A Jewish Feminine Mystique?
ISBN: 9780813550305
Platform/Publisher: De Gruyter / Rutgers University Press
Digital rights: Users: Unlimited; Printing: Unlimited; Download: Unlimited

In The Feminine Mystique , Jewish-raised Betty Friedan struck out against a postwar American culture that pressured women to play the role of subservient housewives. However, Friedan never acknowledged that many American women refused to retreat from public life during these years. Now, A Jewish Feminine Mystique? examines how Jewish women sought opportunities and created images that defied the stereotypes and prescriptive ideology of the "feminine mystique."

As workers with or without pay, social justice activists, community builders, entertainers, and businesswomen, most Jewish women championed responsibilities outside their homes. Jewishness played a role in shaping their choices, shattering Friedan's assumptions about how middle-class women lived in the postwar years. Focusing on ordinary Jewish women as well as prominent figures such as Judy Holliday, Jennie Grossinger, and Herman Wouk's fictional Marjorie Morningstar , leading scholars explore the wide canvas upon which American Jewish women made their mark after the Second World War.


HASIA R. DINER is the Paul S. and Sylvia Steinberg Professor of American Jewish History and director of the Goldstein-Goren Center for American Jewish History at New York University. She is the author of numerous volumes, including We Remember with Reverence and Love: American Jews and the Myth of Silence after the Holocaust, 1945-1962 . SHIRA KOHN and RACHEL KRANSON are doctoral candidates in New York University's joint Ph.D. program in history and Hebrew and Judaic studies.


Going through the entries below, copy out each line that contains "structured".

- - - -

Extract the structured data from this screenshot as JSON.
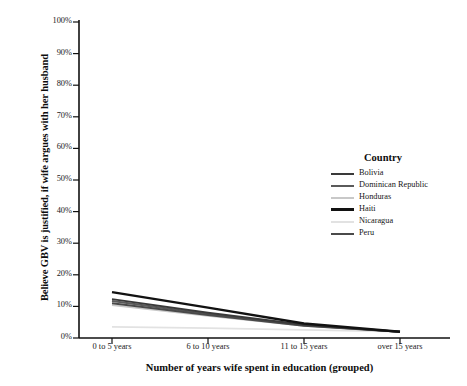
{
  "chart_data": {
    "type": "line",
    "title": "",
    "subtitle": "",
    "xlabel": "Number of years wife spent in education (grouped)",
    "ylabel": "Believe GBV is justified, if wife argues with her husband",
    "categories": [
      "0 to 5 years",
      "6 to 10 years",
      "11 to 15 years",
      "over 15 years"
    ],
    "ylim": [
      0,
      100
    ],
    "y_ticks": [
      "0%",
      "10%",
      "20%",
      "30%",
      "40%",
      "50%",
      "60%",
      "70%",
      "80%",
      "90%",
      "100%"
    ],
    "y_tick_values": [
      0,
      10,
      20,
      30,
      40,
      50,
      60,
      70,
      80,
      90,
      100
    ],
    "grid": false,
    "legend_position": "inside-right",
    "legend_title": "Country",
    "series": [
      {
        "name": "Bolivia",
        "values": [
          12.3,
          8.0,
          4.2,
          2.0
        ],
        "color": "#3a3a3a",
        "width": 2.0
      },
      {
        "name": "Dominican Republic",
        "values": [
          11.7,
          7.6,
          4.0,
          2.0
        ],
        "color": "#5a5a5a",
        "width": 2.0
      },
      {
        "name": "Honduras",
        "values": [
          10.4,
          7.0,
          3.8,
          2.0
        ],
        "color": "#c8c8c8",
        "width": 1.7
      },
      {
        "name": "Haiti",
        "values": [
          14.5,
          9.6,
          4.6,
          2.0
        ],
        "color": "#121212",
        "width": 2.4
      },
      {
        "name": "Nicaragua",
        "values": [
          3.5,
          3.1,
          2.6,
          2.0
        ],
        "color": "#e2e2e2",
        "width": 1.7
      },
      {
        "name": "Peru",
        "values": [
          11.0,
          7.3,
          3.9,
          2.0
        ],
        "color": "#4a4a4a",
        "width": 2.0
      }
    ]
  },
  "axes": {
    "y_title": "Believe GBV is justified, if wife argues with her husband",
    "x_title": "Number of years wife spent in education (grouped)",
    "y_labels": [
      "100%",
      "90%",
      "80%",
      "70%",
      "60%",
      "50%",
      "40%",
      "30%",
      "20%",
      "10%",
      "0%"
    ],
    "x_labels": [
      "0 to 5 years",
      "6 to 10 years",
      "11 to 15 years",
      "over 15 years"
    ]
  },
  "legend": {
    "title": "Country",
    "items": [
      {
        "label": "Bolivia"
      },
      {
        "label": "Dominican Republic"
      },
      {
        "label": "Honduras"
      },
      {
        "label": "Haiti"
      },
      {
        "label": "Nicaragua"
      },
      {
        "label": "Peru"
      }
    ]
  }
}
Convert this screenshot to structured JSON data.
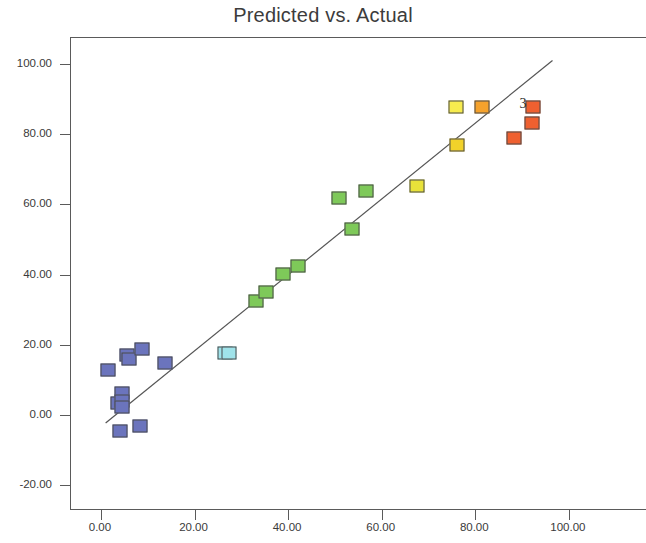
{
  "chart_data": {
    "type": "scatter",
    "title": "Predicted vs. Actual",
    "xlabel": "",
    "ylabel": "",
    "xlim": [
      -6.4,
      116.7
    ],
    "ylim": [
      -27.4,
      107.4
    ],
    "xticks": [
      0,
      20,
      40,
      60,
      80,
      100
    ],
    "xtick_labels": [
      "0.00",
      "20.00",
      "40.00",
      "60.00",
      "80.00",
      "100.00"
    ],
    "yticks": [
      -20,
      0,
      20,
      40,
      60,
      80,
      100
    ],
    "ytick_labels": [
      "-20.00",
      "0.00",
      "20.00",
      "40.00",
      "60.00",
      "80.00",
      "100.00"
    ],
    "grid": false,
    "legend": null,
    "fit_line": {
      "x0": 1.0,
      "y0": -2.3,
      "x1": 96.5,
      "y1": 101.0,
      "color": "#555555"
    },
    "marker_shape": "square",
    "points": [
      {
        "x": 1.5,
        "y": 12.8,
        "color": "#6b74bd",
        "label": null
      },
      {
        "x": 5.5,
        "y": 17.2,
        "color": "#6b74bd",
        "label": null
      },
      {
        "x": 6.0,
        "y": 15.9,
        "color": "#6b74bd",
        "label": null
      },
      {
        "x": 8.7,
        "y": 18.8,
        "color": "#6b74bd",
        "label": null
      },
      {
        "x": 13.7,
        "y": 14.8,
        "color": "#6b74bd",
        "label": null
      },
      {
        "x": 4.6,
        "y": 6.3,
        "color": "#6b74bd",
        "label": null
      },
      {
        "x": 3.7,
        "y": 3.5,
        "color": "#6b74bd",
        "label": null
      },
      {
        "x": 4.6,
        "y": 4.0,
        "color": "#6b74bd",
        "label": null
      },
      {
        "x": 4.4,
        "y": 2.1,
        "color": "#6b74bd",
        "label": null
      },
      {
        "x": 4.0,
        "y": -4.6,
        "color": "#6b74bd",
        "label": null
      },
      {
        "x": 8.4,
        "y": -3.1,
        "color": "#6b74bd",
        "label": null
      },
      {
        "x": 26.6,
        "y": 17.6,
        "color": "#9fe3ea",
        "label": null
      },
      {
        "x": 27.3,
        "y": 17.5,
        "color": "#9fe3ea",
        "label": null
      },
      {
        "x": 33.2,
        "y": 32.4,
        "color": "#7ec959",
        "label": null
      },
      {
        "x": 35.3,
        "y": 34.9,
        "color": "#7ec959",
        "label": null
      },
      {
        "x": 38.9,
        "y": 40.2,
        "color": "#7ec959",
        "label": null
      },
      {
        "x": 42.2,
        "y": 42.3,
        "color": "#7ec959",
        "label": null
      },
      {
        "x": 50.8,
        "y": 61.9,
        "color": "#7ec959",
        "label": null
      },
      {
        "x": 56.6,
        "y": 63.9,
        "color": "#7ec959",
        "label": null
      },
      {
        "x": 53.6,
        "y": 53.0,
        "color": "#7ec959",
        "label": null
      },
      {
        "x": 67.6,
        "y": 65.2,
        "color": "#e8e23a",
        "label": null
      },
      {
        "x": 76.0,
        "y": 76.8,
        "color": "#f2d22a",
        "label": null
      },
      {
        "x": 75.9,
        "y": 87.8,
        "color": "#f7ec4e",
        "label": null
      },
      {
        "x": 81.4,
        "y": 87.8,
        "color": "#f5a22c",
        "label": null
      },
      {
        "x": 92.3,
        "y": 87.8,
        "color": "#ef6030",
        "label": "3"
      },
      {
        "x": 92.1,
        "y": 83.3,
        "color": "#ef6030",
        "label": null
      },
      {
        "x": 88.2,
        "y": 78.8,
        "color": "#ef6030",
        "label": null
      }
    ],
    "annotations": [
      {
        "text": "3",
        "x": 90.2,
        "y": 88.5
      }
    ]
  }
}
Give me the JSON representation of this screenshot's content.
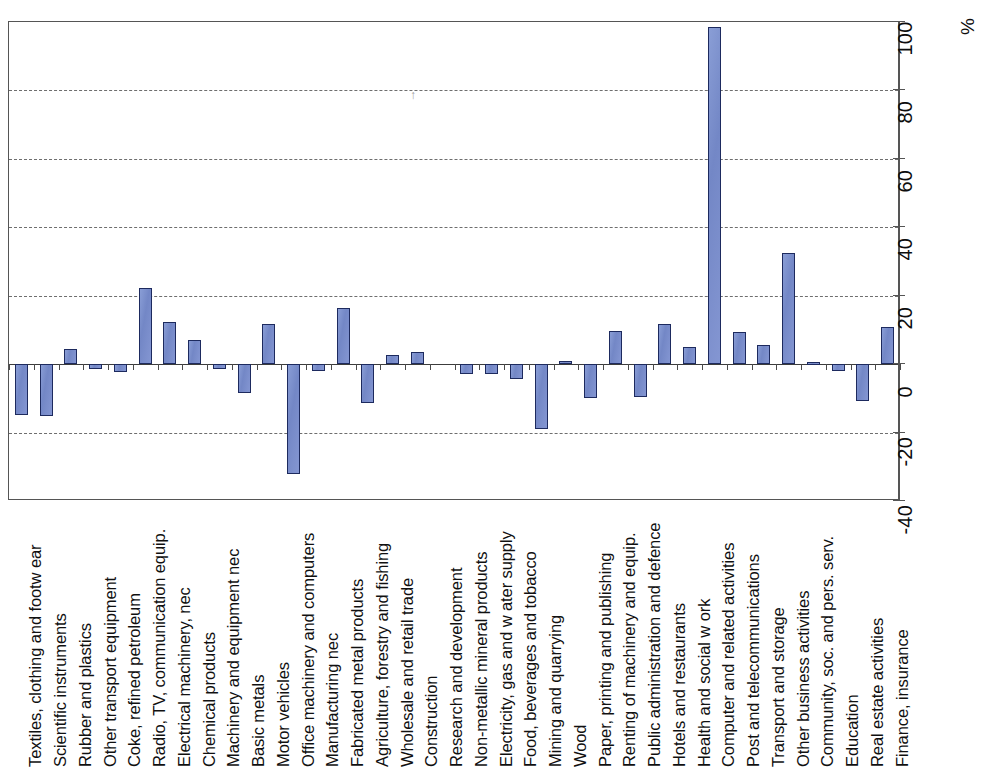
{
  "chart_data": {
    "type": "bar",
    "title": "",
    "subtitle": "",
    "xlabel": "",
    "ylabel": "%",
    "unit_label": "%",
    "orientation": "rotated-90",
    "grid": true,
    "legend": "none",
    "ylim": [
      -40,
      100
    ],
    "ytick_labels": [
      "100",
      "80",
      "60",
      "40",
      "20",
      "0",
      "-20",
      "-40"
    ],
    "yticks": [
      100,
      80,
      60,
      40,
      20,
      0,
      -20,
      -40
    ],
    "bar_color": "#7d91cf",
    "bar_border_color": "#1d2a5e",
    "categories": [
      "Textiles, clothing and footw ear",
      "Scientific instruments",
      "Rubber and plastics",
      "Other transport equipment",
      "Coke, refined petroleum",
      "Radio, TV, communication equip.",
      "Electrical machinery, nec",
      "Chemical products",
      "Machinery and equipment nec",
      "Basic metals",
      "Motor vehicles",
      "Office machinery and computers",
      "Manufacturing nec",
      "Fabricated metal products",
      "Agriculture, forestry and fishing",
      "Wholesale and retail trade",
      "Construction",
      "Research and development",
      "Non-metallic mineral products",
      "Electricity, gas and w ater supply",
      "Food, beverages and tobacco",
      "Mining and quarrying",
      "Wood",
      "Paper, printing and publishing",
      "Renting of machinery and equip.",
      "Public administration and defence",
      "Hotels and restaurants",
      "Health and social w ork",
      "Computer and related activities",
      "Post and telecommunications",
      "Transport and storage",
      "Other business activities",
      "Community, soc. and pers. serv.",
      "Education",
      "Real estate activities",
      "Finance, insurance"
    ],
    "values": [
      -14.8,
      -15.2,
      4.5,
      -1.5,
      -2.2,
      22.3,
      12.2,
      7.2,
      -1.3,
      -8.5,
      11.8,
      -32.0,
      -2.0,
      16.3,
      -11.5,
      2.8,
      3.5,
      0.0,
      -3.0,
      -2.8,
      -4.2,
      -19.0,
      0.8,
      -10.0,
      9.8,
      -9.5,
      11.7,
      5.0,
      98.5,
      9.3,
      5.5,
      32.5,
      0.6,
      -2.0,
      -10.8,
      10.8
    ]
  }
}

- - - -

#### TASK SOLUTION
Extract the structured data from this screenshot as JSON.
Convert this screenshot to structured JSON data.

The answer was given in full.